FACT: The advances of electronics technology in the past decade have created the requirement for unprecedented levels of electrical power quality. As much as half of the down time caused by failures in electronic systems is attributed to diminished power quality

FACT: A typical facility will experience 6,244 measurable power disturbances per year, but only 3% - 5% are brownouts or actual power outages. The rest are transients, spikes, lightning strikes, low voltage impulses and voltage frequency changes. These can be more damaging than a power loss, and can cause long-term degradation of electronic circuits in the equipment. Only a power conditioner or UPS with a Surge Diverter, Isolation Transformer, Power Line Filter, and Frequency Regulator can protect against all these problems. In order to assure trouble free operation of sensitive electronic systems a Low Impedance Power Conditioner is required.

Power Conditioning will prevent 90% of all incidences from occurring from within the facility.

The "Building Blocks" of Power Quality includes the following:

A. The Surge Diverter:

This most common "solution" protects your equipment from voltages over 250 volts, shorting out in the presence of these high intensity impulses. This component acts as a shield against the single destructive event - the ubiquitous lightning bolt - but does little to guard against the daily barrage of noise caused by switch mode power supplies, copy machines, maintenance wquipment, air conditioners, elevqators or the like. Surge diverters are unable to correct for ground line disturbances because they do not contain an isolation transformer.

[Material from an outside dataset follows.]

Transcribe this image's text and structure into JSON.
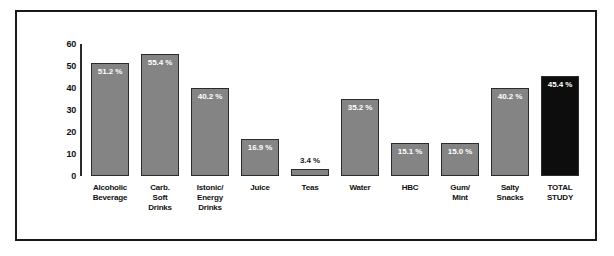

B. Low Impedance Isolation Transormer:

Low Impedance Isolation Transormers protect against common mode voltages: the errant noise & spikes that occur in all office, industrial or commercial buildings. This device blocks disturbances by establishing the vital connection between neutral & ground required by the National Electrical Code. this ensures that no voltage can appear between neutral and ground at the output of the low inpedance isolation transformer.

C. Power Line Filter:

The Power Line Filter component attenuates low voltage impulses, thus providing a higher degree of normal noise protection than the surge diverter and the Isolation Transformer between Hot & Neutral. The Power Line Filter is the piece that's often missing from power treatment systems. And its absence can often be the source of mysterious glitches and trouble calls, the reasons for which are never discovered.

D. The Voltage Regulator:

This piece of the puzzle brings voltages to within the level required by the load for proper operation. Most computers, due to their switch mode power supplies, don't require voltage regulation. However, for equipment which uses a linear power supply, your IPS, Inc. representative may recommend a Voltage Regulator. In those cases, we'll probably suggest a tap switching type. This prevents the introduction of new transients, which can occur with the use of Ferro resonant voltage regulators.

E. The Battery Backup System:

This component provides continuing power in the event of a utility power outage. the most common backup system is a standby uninterruptible power system. These operate in a standby mode & turn on when a power outage is detected. The majority of battery backup systems provide limited, if any, ABCD power line noise protection.

F. The Frequency Regulator:

Frequency Regulation is accomplished through the use of an on-line uninterruptible power system. The on-line inverter provides constant power to the sensitive load by continually regenerating the AC waveform from a DC source. When a utility power failure occurs, power is continued to the load through the use of the UPS battery.

G. Ground Conditioning:

When Ground Guard is used on the system components terminating each end of a data cable connection, the signal ground path between them is guaranteed to be a higher impedance at noise frequencies than the path provided by safety ground. As a result, noise currents find the safety ground path to earth to be lower impedance. Noise is kept in the "outside world" by the control impedance assuring that little or no disturbance current finds it way into signal grounding conductors.